The Cactus League by Emily Nemens
Here’s what Publishers Weekly had to say about The Cactus League: “In Nemens’s insightful debut, it’s 2011 and players of the L.A. Lions professional baseball team are reporting for spring training at their new facility, Salt River Fields, in Scottsdale, Ariz. Under a hot Southwestern sun, a sportswriter waits to interview the team’s golden boy, left fielder Jason Goodyear, whose handsome façade belies some unsavory secrets. Readers see Jason glancingly from eight different points of view: a put-upon batting coach whose mantra is ‘what would Joe DiMaggio do?’; a baseball groupie who sets her sights on him; a sports agent forced to cover up his client’s misdeeds to protect a Nike contract; the team owner with his own façade to maintain; a pitcher desperately trying to hide a painful elbow injury; the organist at the field where the Lions play; the seven-year-old son of a drug-addicted single mother who runs one of the concessions at the field; and Jason’s ex-wife, who finds herself reduced in the pecking order with the other players’ wives.
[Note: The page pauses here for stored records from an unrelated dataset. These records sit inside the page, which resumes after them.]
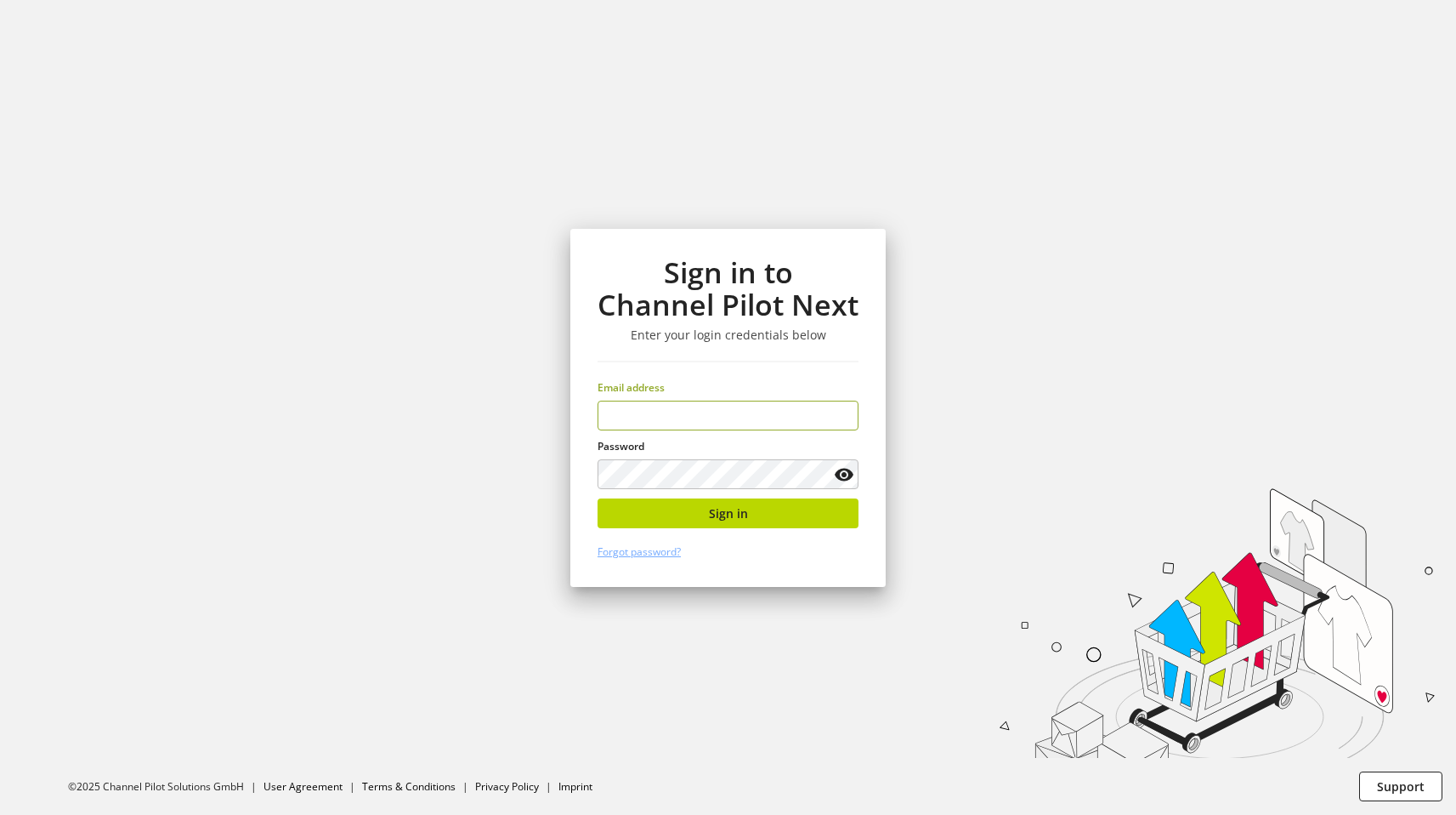 The height and width of the screenshot is (815, 1456). Describe the element at coordinates (620, 445) in the screenshot. I see `span: Password` at that location.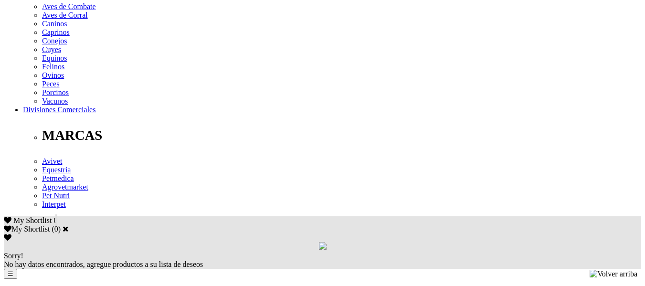  I want to click on span: Aves de Corral, so click(65, 15).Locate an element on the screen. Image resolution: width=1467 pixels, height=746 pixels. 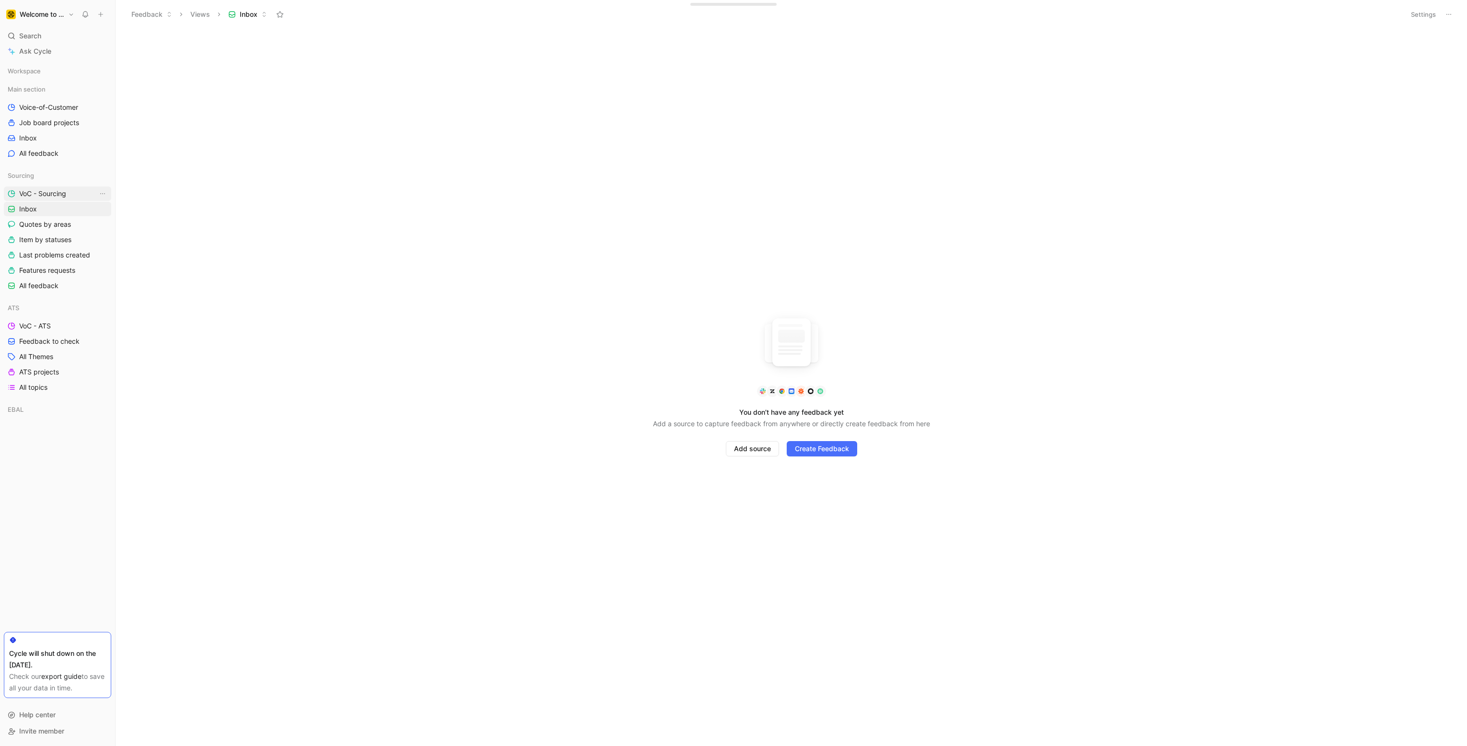
span: ATS projects is located at coordinates (39, 372).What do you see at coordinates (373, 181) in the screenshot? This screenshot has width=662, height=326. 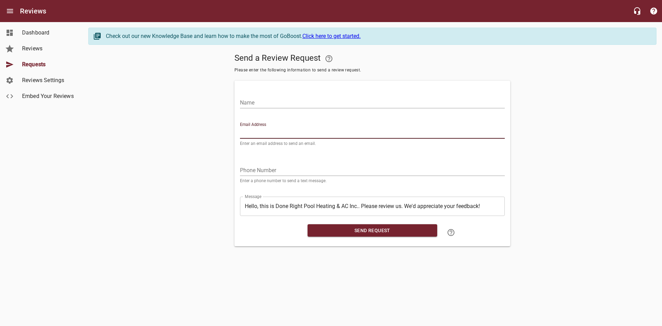 I see `p: Enter a phone number to send a text message.` at bounding box center [373, 181].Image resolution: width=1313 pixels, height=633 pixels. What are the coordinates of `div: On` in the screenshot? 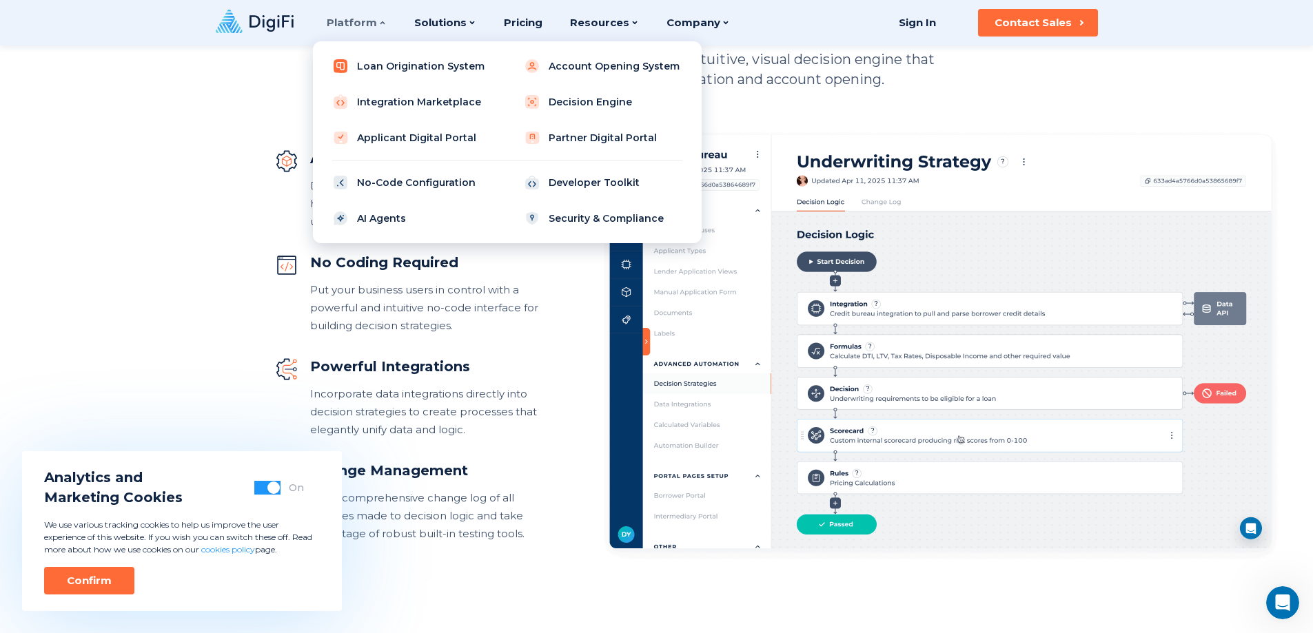 It's located at (296, 488).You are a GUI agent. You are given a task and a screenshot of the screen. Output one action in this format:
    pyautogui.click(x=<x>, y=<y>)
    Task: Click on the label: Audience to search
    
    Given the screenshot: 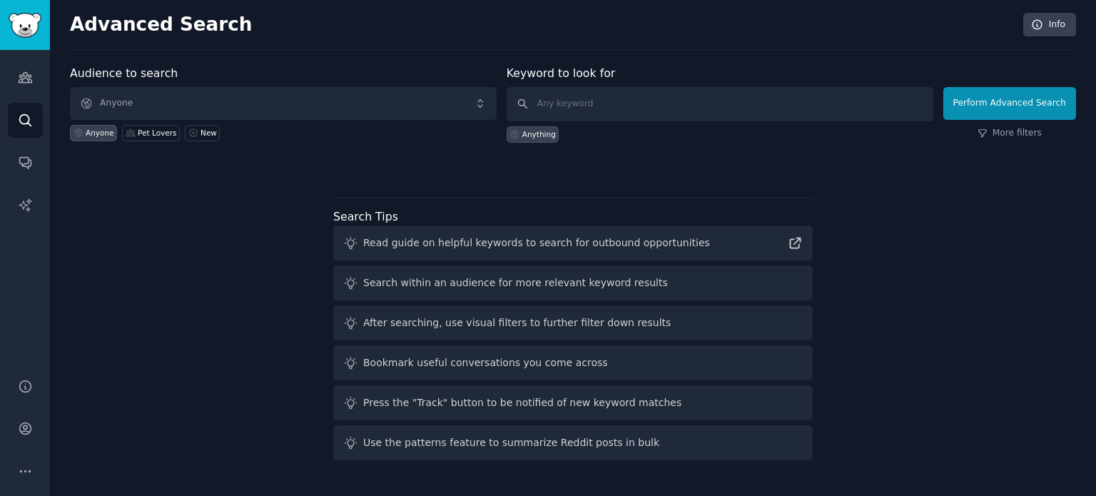 What is the action you would take?
    pyautogui.click(x=123, y=73)
    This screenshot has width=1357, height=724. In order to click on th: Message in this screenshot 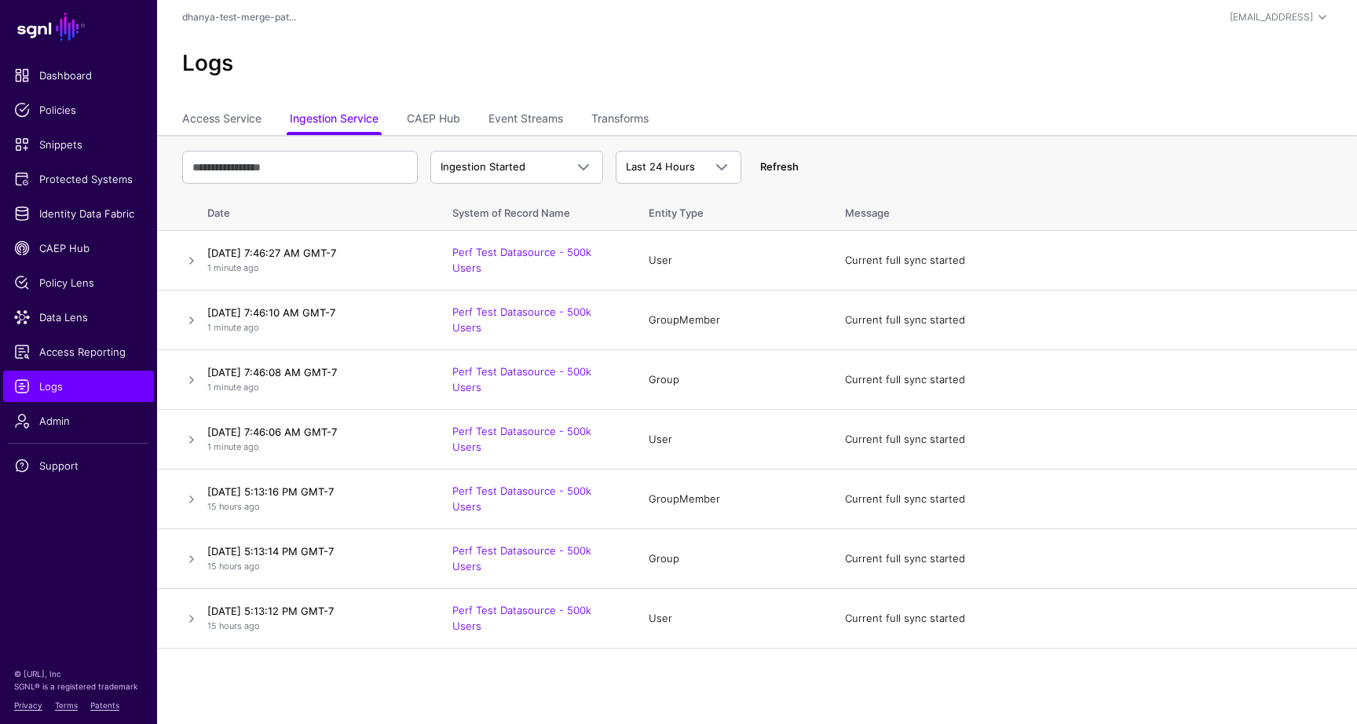, I will do `click(1093, 211)`.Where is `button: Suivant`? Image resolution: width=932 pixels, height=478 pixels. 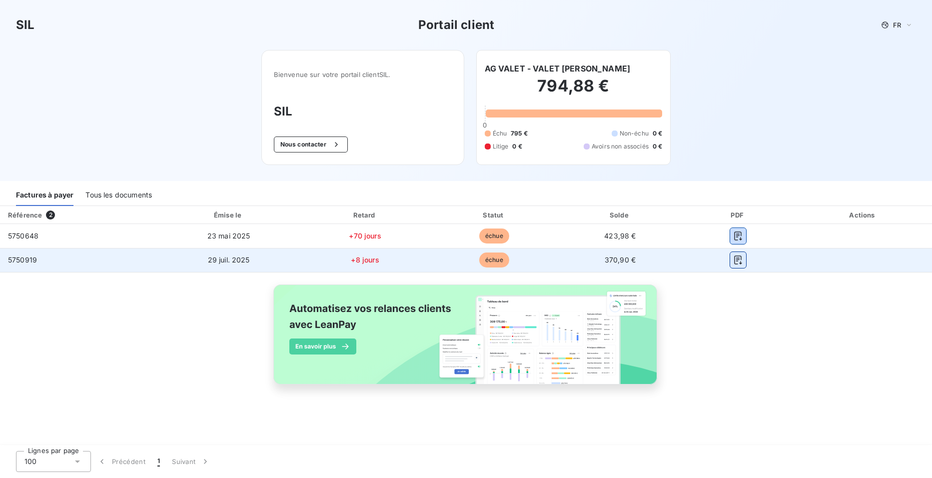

Largely plotless, the book is a vivid collection of stories, as each character is brought to life in convincing detail, though the sportswriter’s interstitial musings can be intrusive. Still, this debut entertainingly illuminates people and problems usually overlooked in the sports pages.”
The Lost Book of Adana Moreau by Michael Zapata
Here’s what Publishers Weekly had to say about The Lost Book of Adana Moreau: “In Zapata’s stirring debut, a man’s efforts to fulfill his grandfather’s last wishes leads him into the horror of post-Katrina New Orleans. On the eve of the Great Depression, Dominican expat novelist Adana Moreau finishes then destroys the sequel to her masterwork, Lost City. After her death, Adana’s 10 year-old, mixed-race son, Maxwell, is alone and adrift in New Orleans. A generation later in Chicago, Saul Drower discovers an unpublished manuscript in a box that his late grandfather requested be sent to now-renowned physicist Maxwell Moreau. Saul’s efforts to locate the elusive academic lead him to New Orleans just as Hurricane Katrina makes landfall. Joined by his childhood friend, Saul dives deep into the flooded city. Zapata expertly jumps between the story of Maxwell ’s youth and Saul’s attempt to return his manuscript. Histories collide as Saul navigates the storm-battered city in search of Maxwell and the prophetic words of Adana become realized. Zapata expertly blends the drama of the lost manuscript with the on-the-ground chaos and tumult caused by the storm. Digging into themes of regeneration and rejuvenation, Zapata’s marriage of speculative and realist styles makes for a harrowing, immersive tale that will appeal to fans of Jesmyn Ward’s Salvage the Bones.”